Our two patients were also treated with specific serotonin reuptake inhibitors. These drugs are known to be precipitants of RCVS (1, 8), but the treatment had been started a long time before admission without any recent modification. Both patients had a history of active cigarette smoking but had no cannabis or nicotine patch use. In addition, a dissection also known to be associated with RCVS (9) was discussed in our first case but cervical echo-Doppler ultrasound and MRI ruled out any recent dissection. Regarding our second case, posterior reversible encephalopathy syndrome was associated with RCVS, but it is accepted that these two entities often coexist and have overlapping pathophysiology (10). We consider that CSF inflammation may have triggered both posterior reversible encephalopathy syndrome and RCVS in our second case.

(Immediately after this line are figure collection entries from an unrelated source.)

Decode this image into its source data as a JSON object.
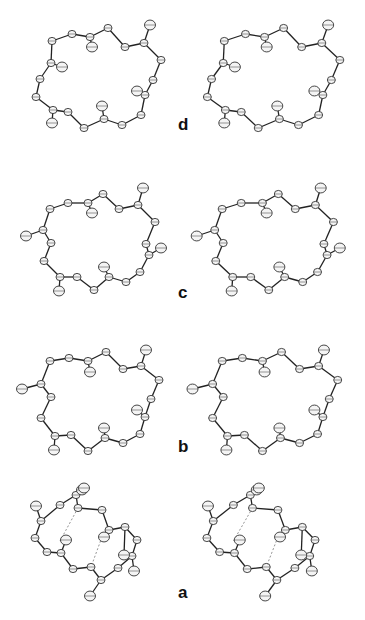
{
  "figure": {
    "panels": [
      {
        "label": "d",
        "ring": [
          [
            52,
            41
          ],
          [
            72,
            34
          ],
          [
            90,
            37
          ],
          [
            108,
            28
          ],
          [
            125,
            47
          ],
          [
            144,
            43
          ],
          [
            161,
            60
          ],
          [
            153,
            80
          ],
          [
            145,
            95
          ],
          [
            141,
            115
          ],
          [
            122,
            125
          ],
          [
            104,
            119
          ],
          [
            84,
            128
          ],
          [
            68,
            112
          ],
          [
            53,
            110
          ],
          [
            36,
            97
          ],
          [
            40,
            79
          ],
          [
            51,
            63
          ]
        ],
        "substituents": [
          [
            [
              144,
              43
            ],
            [
              150,
              25
            ]
          ],
          [
            [
              90,
              37
            ],
            [
              92,
              47
            ]
          ],
          [
            [
              51,
              63
            ],
            [
              62,
              67
            ]
          ],
          [
            [
              145,
              95
            ],
            [
              137,
              91
            ]
          ],
          [
            [
              104,
              119
            ],
            [
              102,
              106
            ]
          ],
          [
            [
              53,
              110
            ],
            [
              52,
              123
            ]
          ]
        ],
        "hbonds": []
      },
      {
        "label": "c",
        "ring": [
          [
            50,
            209
          ],
          [
            68,
            203
          ],
          [
            88,
            203
          ],
          [
            103,
            194
          ],
          [
            119,
            209
          ],
          [
            138,
            205
          ],
          [
            155,
            222
          ],
          [
            146,
            244
          ],
          [
            149,
            255
          ],
          [
            140,
            272
          ],
          [
            126,
            282
          ],
          [
            109,
            277
          ],
          [
            94,
            290
          ],
          [
            77,
            277
          ],
          [
            60,
            277
          ],
          [
            44,
            261
          ],
          [
            51,
            243
          ],
          [
            43,
            230
          ]
        ],
        "substituents": [
          [
            [
              138,
              205
            ],
            [
              143,
              188
            ]
          ],
          [
            [
              88,
              203
            ],
            [
              92,
              213
            ]
          ],
          [
            [
              43,
              230
            ],
            [
              26,
              236
            ]
          ],
          [
            [
              149,
              255
            ],
            [
              161,
              248
            ]
          ],
          [
            [
              109,
              277
            ],
            [
              104,
              267
            ]
          ],
          [
            [
              60,
              277
            ],
            [
              59,
              291
            ]
          ]
        ],
        "hbonds": []
      },
      {
        "label": "b",
        "ring": [
          [
            50,
            361
          ],
          [
            69,
            358
          ],
          [
            88,
            361
          ],
          [
            106,
            352
          ],
          [
            123,
            369
          ],
          [
            141,
            366
          ],
          [
            159,
            380
          ],
          [
            151,
            399
          ],
          [
            145,
            417
          ],
          [
            140,
            434
          ],
          [
            123,
            443
          ],
          [
            105,
            438
          ],
          [
            88,
            451
          ],
          [
            71,
            435
          ],
          [
            55,
            436
          ],
          [
            41,
            418
          ],
          [
            51,
            397
          ],
          [
            41,
            384
          ]
        ],
        "substituents": [
          [
            [
              141,
              366
            ],
            [
              146,
              350
            ]
          ],
          [
            [
              88,
              361
            ],
            [
              90,
              372
            ]
          ],
          [
            [
              41,
              384
            ],
            [
              22,
              389
            ]
          ],
          [
            [
              145,
              417
            ],
            [
              137,
              410
            ]
          ],
          [
            [
              105,
              438
            ],
            [
              104,
              428
            ]
          ],
          [
            [
              55,
              436
            ],
            [
              54,
              450
            ]
          ]
        ],
        "hbonds": []
      },
      {
        "label": "a",
        "ring": [
          [
            60,
            505
          ],
          [
            76,
            495
          ],
          [
            78,
            508
          ],
          [
            102,
            510
          ],
          [
            109,
            530
          ],
          [
            125,
            527
          ],
          [
            137,
            540
          ],
          [
            132,
            556
          ],
          [
            118,
            568
          ],
          [
            101,
            580
          ],
          [
            91,
            567
          ],
          [
            73,
            569
          ],
          [
            61,
            553
          ],
          [
            47,
            552
          ],
          [
            35,
            538
          ],
          [
            41,
            521
          ]
        ],
        "substituents": [
          [
            [
              76,
              495
            ],
            [
              82,
              490
            ]
          ],
          [
            [
              76,
              495
            ],
            [
              84,
              488
            ]
          ],
          [
            [
              41,
              521
            ],
            [
              36,
              506
            ]
          ],
          [
            [
              61,
              553
            ],
            [
              66,
              540
            ]
          ],
          [
            [
              109,
              530
            ],
            [
              104,
              537
            ]
          ],
          [
            [
              132,
              556
            ],
            [
              134,
              571
            ]
          ],
          [
            [
              101,
              580
            ],
            [
              90,
              596
            ]
          ],
          [
            [
              125,
              527
            ],
            [
              124,
              555
            ]
          ]
        ],
        "hbonds": [
          [
            [
              78,
              508
            ],
            [
              60,
              541
            ]
          ],
          [
            [
              102,
              537
            ],
            [
              91,
              567
            ]
          ]
        ]
      }
    ],
    "stereo_offset_note": "Right image of each pair is a stereo view of the left"
  }
}
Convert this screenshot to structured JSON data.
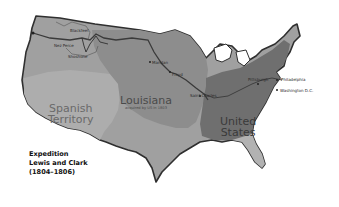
{
  "map": {
    "caption": {
      "line1": "Expedition",
      "line2": "Lewis and Clark",
      "line3": "(1804–1806)"
    },
    "regions": {
      "spanish": {
        "line1": "Spanish",
        "line2": "Territory",
        "color": "#a9a9a9"
      },
      "louisiana": {
        "title": "Louisiana",
        "subtitle": "acquired by US in 1803",
        "color": "#8c8c8c"
      },
      "united_states": {
        "line1": "United",
        "line2": "States",
        "color": "#6e6e6e"
      },
      "oregon": {
        "color": "#9a9a9a"
      },
      "other": {
        "color": "#b4b4b4"
      }
    },
    "places": {
      "blackfeet": "Blackfeet",
      "nez_perce": "Nez Perce",
      "shoshone": "Shoshone",
      "mandan": "Mandan",
      "floyd": "Floyd",
      "saint_charles": "Saint Charles",
      "pittsburgh": "Pittsburgh",
      "philadelphia": "Philadelphia",
      "washington": "Washington D.C."
    },
    "route_color": "#3a3a3a"
  }
}
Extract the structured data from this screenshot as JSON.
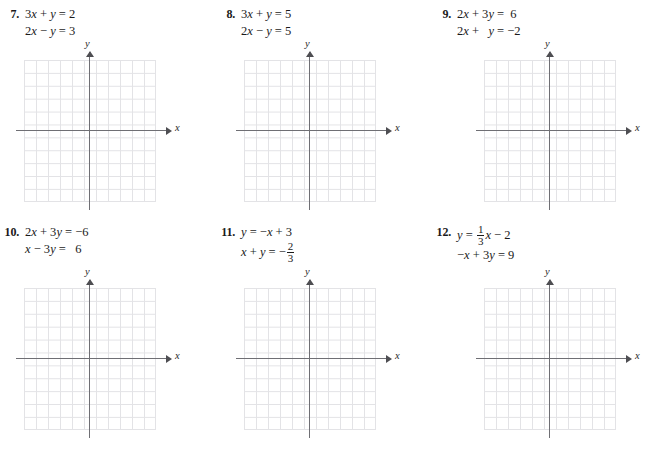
{
  "worksheet": {
    "axis_labels": {
      "x": "x",
      "y": "y"
    },
    "problems": [
      {
        "number": "7.",
        "lines": [
          {
            "segments": [
              {
                "t": "text",
                "v": "3"
              },
              {
                "t": "var",
                "v": "x"
              },
              {
                "t": "text",
                "v": " + "
              },
              {
                "t": "var",
                "v": "y"
              },
              {
                "t": "text",
                "v": " = 2"
              }
            ]
          },
          {
            "segments": [
              {
                "t": "text",
                "v": "2"
              },
              {
                "t": "var",
                "v": "x"
              },
              {
                "t": "text",
                "v": " − "
              },
              {
                "t": "var",
                "v": "y"
              },
              {
                "t": "text",
                "v": " = 3"
              }
            ]
          }
        ]
      },
      {
        "number": "8.",
        "lines": [
          {
            "segments": [
              {
                "t": "text",
                "v": "3"
              },
              {
                "t": "var",
                "v": "x"
              },
              {
                "t": "text",
                "v": " + "
              },
              {
                "t": "var",
                "v": "y"
              },
              {
                "t": "text",
                "v": " = 5"
              }
            ]
          },
          {
            "segments": [
              {
                "t": "text",
                "v": "2"
              },
              {
                "t": "var",
                "v": "x"
              },
              {
                "t": "text",
                "v": " − "
              },
              {
                "t": "var",
                "v": "y"
              },
              {
                "t": "text",
                "v": " = 5"
              }
            ]
          }
        ]
      },
      {
        "number": "9.",
        "lines": [
          {
            "segments": [
              {
                "t": "text",
                "v": "2"
              },
              {
                "t": "var",
                "v": "x"
              },
              {
                "t": "text",
                "v": " + 3"
              },
              {
                "t": "var",
                "v": "y"
              },
              {
                "t": "text",
                "v": " =  6"
              }
            ]
          },
          {
            "segments": [
              {
                "t": "text",
                "v": "2"
              },
              {
                "t": "var",
                "v": "x"
              },
              {
                "t": "text",
                "v": " +   "
              },
              {
                "t": "var",
                "v": "y"
              },
              {
                "t": "text",
                "v": " = −2"
              }
            ]
          }
        ]
      },
      {
        "number": "10.",
        "lines": [
          {
            "segments": [
              {
                "t": "text",
                "v": "2"
              },
              {
                "t": "var",
                "v": "x"
              },
              {
                "t": "text",
                "v": " + 3"
              },
              {
                "t": "var",
                "v": "y"
              },
              {
                "t": "text",
                "v": " = −6"
              }
            ]
          },
          {
            "segments": [
              {
                "t": "text",
                "v": "  "
              },
              {
                "t": "var",
                "v": "x"
              },
              {
                "t": "text",
                "v": " − 3"
              },
              {
                "t": "var",
                "v": "y"
              },
              {
                "t": "text",
                "v": " =   6"
              }
            ]
          }
        ]
      },
      {
        "number": "11.",
        "lines": [
          {
            "segments": [
              {
                "t": "text",
                "v": "      "
              },
              {
                "t": "var",
                "v": "y"
              },
              {
                "t": "text",
                "v": " = −"
              },
              {
                "t": "var",
                "v": "x"
              },
              {
                "t": "text",
                "v": " + 3"
              }
            ]
          },
          {
            "segments": [
              {
                "t": "var",
                "v": "x"
              },
              {
                "t": "text",
                "v": " + "
              },
              {
                "t": "var",
                "v": "y"
              },
              {
                "t": "text",
                "v": " = −"
              },
              {
                "t": "frac",
                "num": "2",
                "den": "3"
              }
            ]
          }
        ]
      },
      {
        "number": "12.",
        "lines": [
          {
            "segments": [
              {
                "t": "text",
                "v": "      "
              },
              {
                "t": "var",
                "v": "y"
              },
              {
                "t": "text",
                "v": " = "
              },
              {
                "t": "frac",
                "num": "1",
                "den": "3"
              },
              {
                "t": "var",
                "v": "x"
              },
              {
                "t": "text",
                "v": " − 2"
              }
            ]
          },
          {
            "segments": [
              {
                "t": "text",
                "v": "−"
              },
              {
                "t": "var",
                "v": "x"
              },
              {
                "t": "text",
                "v": " + 3"
              },
              {
                "t": "var",
                "v": "y"
              },
              {
                "t": "text",
                "v": " = 9"
              }
            ]
          }
        ]
      }
    ],
    "grid": {
      "columns": 11,
      "rows": 11,
      "line_color": "#e3e3e6",
      "axis_color": "#6f6f74"
    }
  }
}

These two cases suggest that, in the context of meningitis, modification or atypical headaches, in particular the occurrence of thunderclap headaches, should lead to brain imaging and cerebral arterial work-up to rule out RCVS.

Clinical implications

- In the context of meningitis, thunderclap headaches should lead to cerebral arterial work-up to rule out RCVS.

- CSF inflammation may trigger reversible vasoconstriction of cerebral arteries.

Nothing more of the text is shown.